I don't think still having slight control over the promise after cancellation would be such a bad thing. On cancellation, the promise is pretty much "don't care", even if it does have side effects that you would want to avoid by making sure it is "gone". There is no means to obtain either result or exception of the promise returning after cancellation.

Do you see the rationale here? While you successfully expanded the "short running computational task" design of CompletableFutures to "long running tasks", the control over these long running tasks on cancellation is still lacking.

Hmmm... you might be right I could be doing this by nesting two promises. Using a chain does not work because there is no .whenCancelled() and all downstream stuff of the cancelled promise will of course not be executed.

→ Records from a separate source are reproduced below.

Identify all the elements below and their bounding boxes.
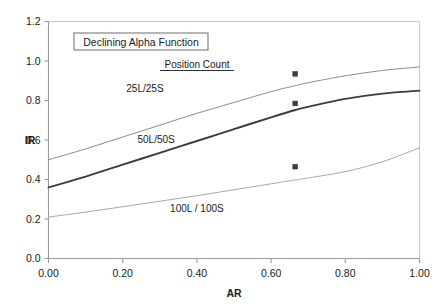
series-label-1: 50L/50S: [137, 134, 175, 145]
data-point-marker: [293, 71, 298, 76]
chart-title-box: Declining Alpha Function: [74, 33, 208, 50]
x-tick-label: 0.40: [187, 267, 208, 279]
x-tick-label: 0.20: [112, 267, 133, 279]
data-point-marker: [293, 101, 298, 106]
series-label-0: 25L/25S: [126, 83, 164, 94]
x-tick-label: 1.00: [409, 267, 430, 279]
chart-title: Declining Alpha Function: [83, 36, 199, 48]
y-tick-label: 0.2: [26, 213, 41, 225]
y-tick-label: 0.0: [26, 252, 41, 264]
x-tick-label: 0.80: [335, 267, 356, 279]
declining-alpha-function-chart: 0.000.200.400.600.801.00 0.00.20.40.60.8…: [0, 0, 441, 307]
y-axis-title: IR: [25, 134, 36, 146]
x-tick-label: 0.00: [38, 267, 59, 279]
y-tick-label: 0.4: [26, 173, 41, 185]
x-tick-label: 0.60: [261, 267, 282, 279]
series-label-2: 100L / 100S: [170, 203, 224, 214]
x-axis-title: AR: [226, 287, 242, 299]
data-point-marker: [293, 164, 298, 169]
legend-heading-group: Position Count: [160, 59, 234, 71]
legend-heading-label: Position Count: [164, 59, 229, 70]
y-tick-label: 1.0: [26, 55, 41, 67]
y-tick-label: 0.8: [26, 94, 41, 106]
chart-background: [0, 0, 441, 307]
chart-figure: 0.000.200.400.600.801.00 0.00.20.40.60.8…: [0, 0, 441, 307]
y-tick-label: 1.2: [26, 15, 41, 27]
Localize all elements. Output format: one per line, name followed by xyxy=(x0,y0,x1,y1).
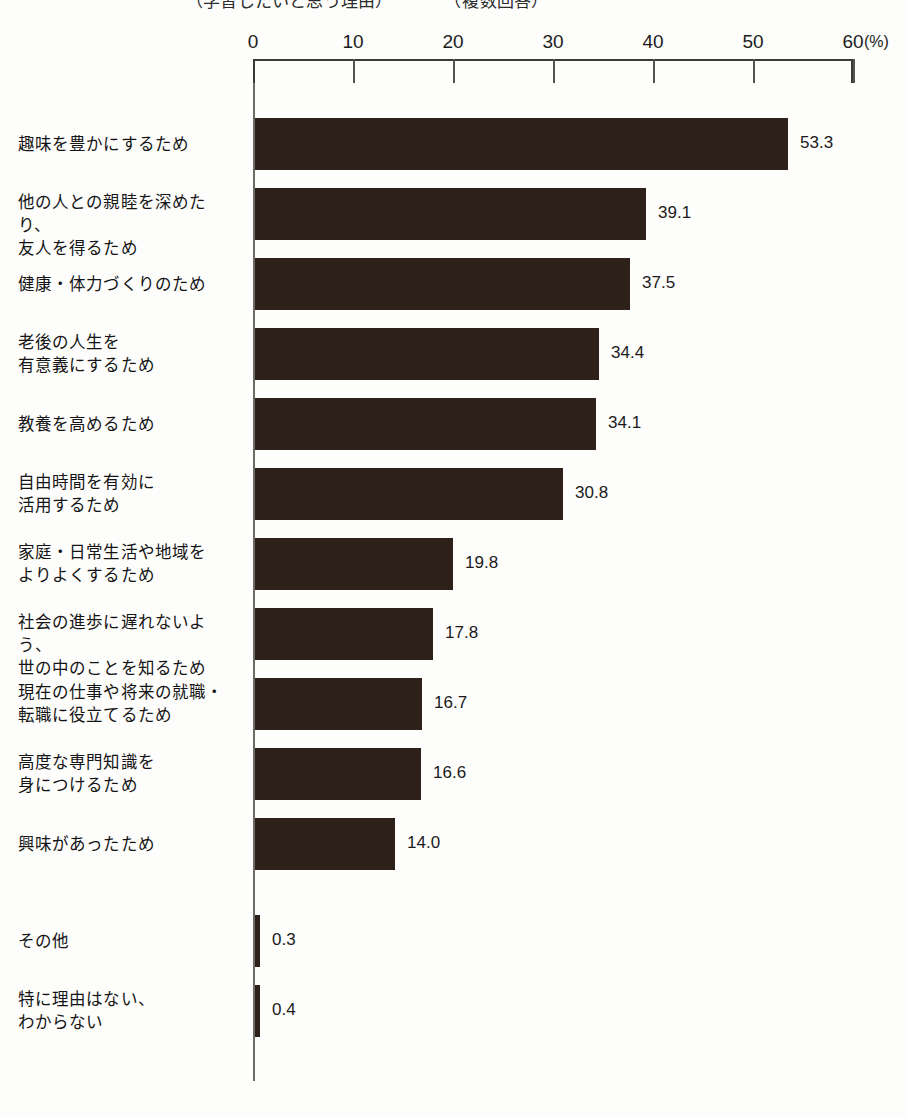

See, cancellation implies thread interruption, and it's somewhat cooperative activity between outer code that calls Promise.cancel and thread runnable block that reacts to interruption request. You are using long-running blocking calls inside InterruptedException handler of the thread body -- and it will never receive another request for interruption - while promise is already resolved as cancelled.

And yes, you need a pair of coordinated promises -- one for primary execution path, the second one for long-running cleanup after interruption

Btw, it would be better (both safer and simpler) if you return State from Supplier, i.e. uses Promise -- this way you will solve all the shortcomings of the coordination of the mutable state inside/outside supplier.

I'll give up. My wrapper workaround works for my use cases, no need for you to change the limited design of your library. But you do realise that the State class is from your own unit testing code and that this was only an example for proving my case?